To say that Chalamet fully inhabits this performance is the worst of understatements. It isn’t merely an uncanny replication of Dylan’s look, posture, mannerisms and the cadence of his mumbled, almost whispered speaking voice. Chalamet also sings and performs more than 40 songs during the course of this rhapsodic film, often sounding more like Dylan than the man himself.

 

The dramatic arc here will be familiar to those who’ve followed the careers of artists who burst explosively onto the scene, and then become pigeon-holed. Some are content to stay in such boxes, cheerfully riding the money machine; others — the genuinely talented — chafe at public expectations.

 

The resulting weight can be crippling. What, if anything, does an artist owe his public?

Friday, May 27, 2022

Top Gun: Maverick — Top thrills

Top Gun: Maverick (2022) • View trailer
Four stars (out of five). Rated PG-13, for intense action, and some strong language
Available via: Movie theaters
By Derrick Bang • Published in The Davis Enterprise, 5.27.22

When all the cylinders fire properly, it’s hard to beat a star-driven action melodrama.

 

Although this rip-roaring sequel to 1986’s Top Gun has been shaped to Tom Cruise’s outsized personality, there’s no denying the resulting entertainment value. This is classic Hollywood filmmaking: larger-than-life characters with just enough individuality to distinguish one from the next; a couple shades of interpersonal angst — and conflict — to touch the heartstrings; and all manner of heroic derring-do.

 

When his hot-shot students contemptuously snicker over Maverick's (Tom Cruise)
calm insistense that they still have a lot to learn, it doesn't take long for this "old guy"
to prove who really has the right stuff.

I’m generally concerned when the opening credits cite as many as five writers — in this case, Peter Craig, Justin Marks, Ehren Kruger, Eric Warren Singer and Christopher McQuarrie — but this isn’t a case of too many cooks in the kitchen. Their story is cleverly structured into three distinct acts, each with specific goals and relationship arcs that blend with the high-octane fighter jet action.

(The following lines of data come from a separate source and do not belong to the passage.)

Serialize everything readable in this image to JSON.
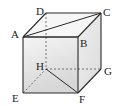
{
  "diagram": {
    "type": "cube",
    "vertices": {
      "A": {
        "label": "A",
        "x": 23,
        "y": 37
      },
      "B": {
        "label": "B",
        "x": 78,
        "y": 37
      },
      "C": {
        "label": "C",
        "x": 101,
        "y": 13
      },
      "D": {
        "label": "D",
        "x": 46,
        "y": 13
      },
      "E": {
        "label": "E",
        "x": 23,
        "y": 93
      },
      "F": {
        "label": "F",
        "x": 78,
        "y": 93
      },
      "G": {
        "label": "G",
        "x": 101,
        "y": 69
      },
      "H": {
        "label": "H",
        "x": 46,
        "y": 69
      }
    },
    "visible_edges": [
      "AB",
      "BC",
      "CD",
      "DA",
      "AE",
      "BF",
      "CG",
      "EF",
      "FG"
    ],
    "hidden_edges": [
      "DH",
      "HG",
      "EH"
    ],
    "diagonals": [
      "AC",
      "HF"
    ],
    "colors": {
      "edge": "#2a2a2a",
      "front_face_top": "#f4f4f4",
      "front_face_bottom": "#d8d8d8",
      "side_face": "#e6e6e6",
      "top_face": "#f7f7f7"
    }
  }
}
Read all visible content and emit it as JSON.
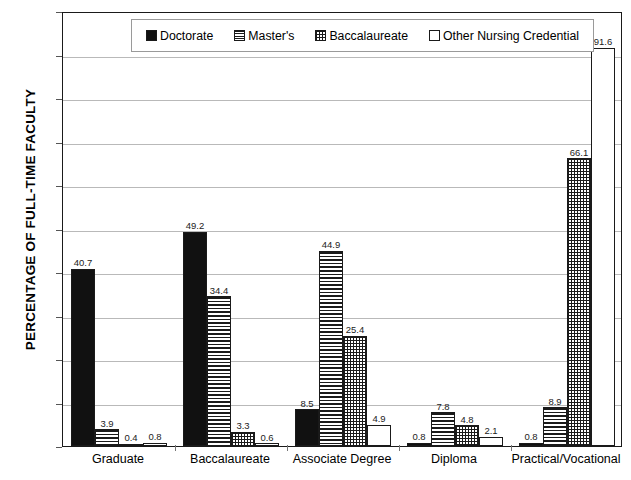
{
  "chart_data": {
    "type": "bar",
    "title": "",
    "xlabel": "",
    "ylabel": "PERCENTAGE OF FULL-TIME FACULTY",
    "ylim": [
      0,
      100
    ],
    "ytick_step": 10,
    "yticks": [
      "100",
      "90",
      "80",
      "70",
      "60",
      "50",
      "40",
      "30",
      "20",
      "10",
      "0"
    ],
    "grid": true,
    "legend_position": "top-center",
    "categories": [
      "Graduate",
      "Baccalaureate",
      "Associate Degree",
      "Diploma",
      "Practical/Vocational"
    ],
    "series": [
      {
        "name": "Doctorate",
        "pattern": "solid-black",
        "color": "#111111",
        "values": [
          40.7,
          49.2,
          8.5,
          0.8,
          0.8
        ],
        "labels": [
          "40.7",
          "49.2",
          "8.5",
          "0.8",
          "0.8"
        ]
      },
      {
        "name": "Master's",
        "pattern": "horizontal-lines",
        "color": "#ffffff",
        "values": [
          3.9,
          34.4,
          44.9,
          7.8,
          8.9
        ],
        "labels": [
          "3.9",
          "34.4",
          "44.9",
          "7.8",
          "8.9"
        ]
      },
      {
        "name": "Baccalaureate",
        "pattern": "crosshatch-grid",
        "color": "#ffffff",
        "values": [
          0.4,
          3.3,
          25.4,
          4.8,
          66.1
        ],
        "labels": [
          "0.4",
          "3.3",
          "25.4",
          "4.8",
          "66.1"
        ]
      },
      {
        "name": "Other Nursing Credential",
        "pattern": "white-empty",
        "color": "#ffffff",
        "values": [
          0.8,
          0.6,
          4.9,
          2.1,
          91.6
        ],
        "labels": [
          "0.8",
          "0.6",
          "4.9",
          "2.1",
          "91.6"
        ]
      }
    ]
  },
  "legend": {
    "items": [
      {
        "label": "Doctorate",
        "swatch": "doctorate"
      },
      {
        "label": "Master's",
        "swatch": "masters"
      },
      {
        "label": "Baccalaureate",
        "swatch": "baccalaureate"
      },
      {
        "label": "Other Nursing Credential",
        "swatch": "other"
      }
    ]
  }
}
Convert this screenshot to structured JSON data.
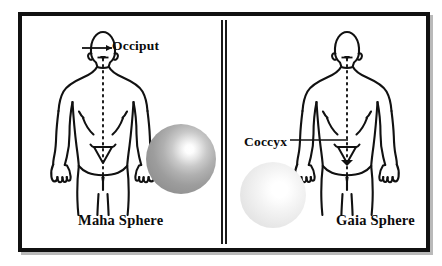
{
  "image": {
    "title": "Maha Sphere and Gaia Sphere anatomical reference",
    "background_color": "#ffffff",
    "frame_color": "#111111"
  },
  "panels": [
    {
      "id": "left",
      "caption": "Maha Sphere",
      "annotation": {
        "label": "Occiput",
        "icon": "leader-line-icon",
        "target": "base of skull / occiput"
      },
      "sphere": {
        "name": "maha-sphere",
        "tone": "medium gray",
        "fill_start": "#ffffff",
        "fill_end": "#8e8e8e",
        "highlight_position": "upper-right"
      },
      "figure": {
        "name": "human-back-figure",
        "view": "posterior",
        "midline": "dotted vertical spine line"
      }
    },
    {
      "id": "right",
      "caption": "Gaia Sphere",
      "annotation": {
        "label": "Coccyx",
        "icon": "leader-line-icon",
        "target": "sacrum / coccyx"
      },
      "sphere": {
        "name": "gaia-sphere",
        "tone": "pale light gray",
        "fill_start": "#ffffff",
        "fill_end": "#e1e1e1",
        "highlight_position": "center-right"
      },
      "figure": {
        "name": "human-back-figure",
        "view": "posterior",
        "midline": "dotted vertical spine line"
      }
    }
  ],
  "divider": {
    "name": "panel-divider",
    "style": "double vertical rule",
    "color": "#1a1a1a"
  }
}
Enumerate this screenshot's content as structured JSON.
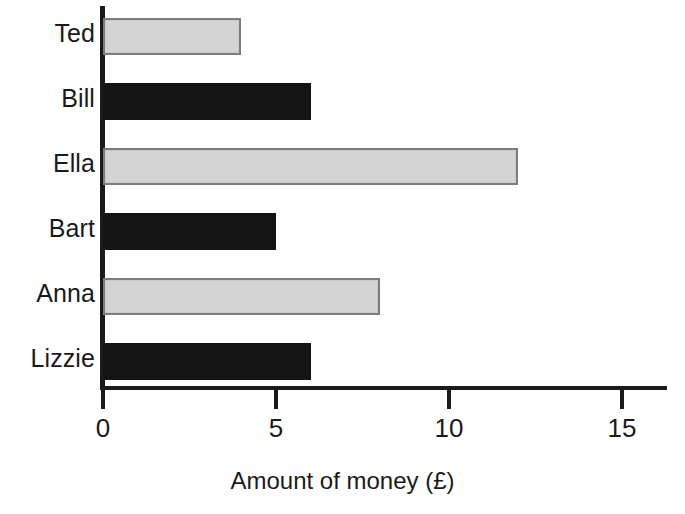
{
  "chart_data": {
    "type": "bar",
    "orientation": "horizontal",
    "title": "",
    "xlabel": "Amount of money (£)",
    "ylabel": "",
    "categories": [
      "Ted",
      "Bill",
      "Ella",
      "Bart",
      "Anna",
      "Lizzie"
    ],
    "values": [
      4,
      6,
      12,
      5,
      8,
      6
    ],
    "bar_colors": [
      "grey",
      "black",
      "grey",
      "black",
      "grey",
      "black"
    ],
    "xlim": [
      0,
      16.3
    ],
    "xticks": [
      0,
      5,
      10,
      15
    ],
    "xtick_labels": [
      "0",
      "5",
      "10",
      "15"
    ],
    "grid": false,
    "legend": null,
    "bars": [
      {
        "label": "Ted",
        "value": 4,
        "color": "grey"
      },
      {
        "label": "Bill",
        "value": 6,
        "color": "black"
      },
      {
        "label": "Ella",
        "value": 12,
        "color": "grey"
      },
      {
        "label": "Bart",
        "value": 5,
        "color": "black"
      },
      {
        "label": "Anna",
        "value": 8,
        "color": "grey"
      },
      {
        "label": "Lizzie",
        "value": 6,
        "color": "black"
      }
    ]
  },
  "colors": {
    "grey_fill": "#d4d4d4",
    "grey_edge": "#7d7d7d",
    "black_fill": "#141414",
    "axis": "#1a1a1a",
    "background": "#ffffff"
  }
}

Director Joseph Kosinski and editor Eddie Hamilton keep a steady hand on the throttle, and their tension-fueled ride never lets up.

 

Granted, this is one of those silly stories where everybody is known by colorful monikers, rather than their actual names. Ya gotta just roll with that.

 

In a refreshing nod to real time, more than three decades have passed since Pete “Maverick” Mitchell (Cruise) established himself as one of the Navy’s top aviators. He has continued to push the envelope as a brave — and somewhat reckless — test pilot, nimbly dodging an advancement in rank that would ground him.

 

“It’s not what I am,” he admits, at one point. “It’s who I am.”

 

Each time a fresh act of insubordination has threatened to get him kicked out of the Navy, Maverick has been rescued by former nemesis-turned-wingman Tom “Iceman” Kazansky (Val Kilmer), now a 4-star admiral with the clout to protect his longtime friend.

 

But even Iceman may not be able to save Maverick from the high-tech progress that includes robotic and remote-controlled fighter jets that won’t require flesh-and-blood pilots. 

 

“The future is coming,” barks Rear Adm. Chester “Hammer” Cain (Ed Harris, in a fleeting cameo), “and you’re not in it.”

 

Nonsense, Maverick replies. A mission’s success always will come down to the split-second reflexes of the pilot on the scene.

 

As if to test this belief, Maverick abruptly is sent back to “Top Gun” school, where he liaises with Adm. Beau “Cyclone” Simpson (Jon Hamm) and Adm. Solomon “Warlock” Bates (Charles Parnell). Assuming he’s about to get a mission, Maverick is chastened to learn that he’ll be teaching a dozen much younger Top Gun graduates: the elite “best of the best.”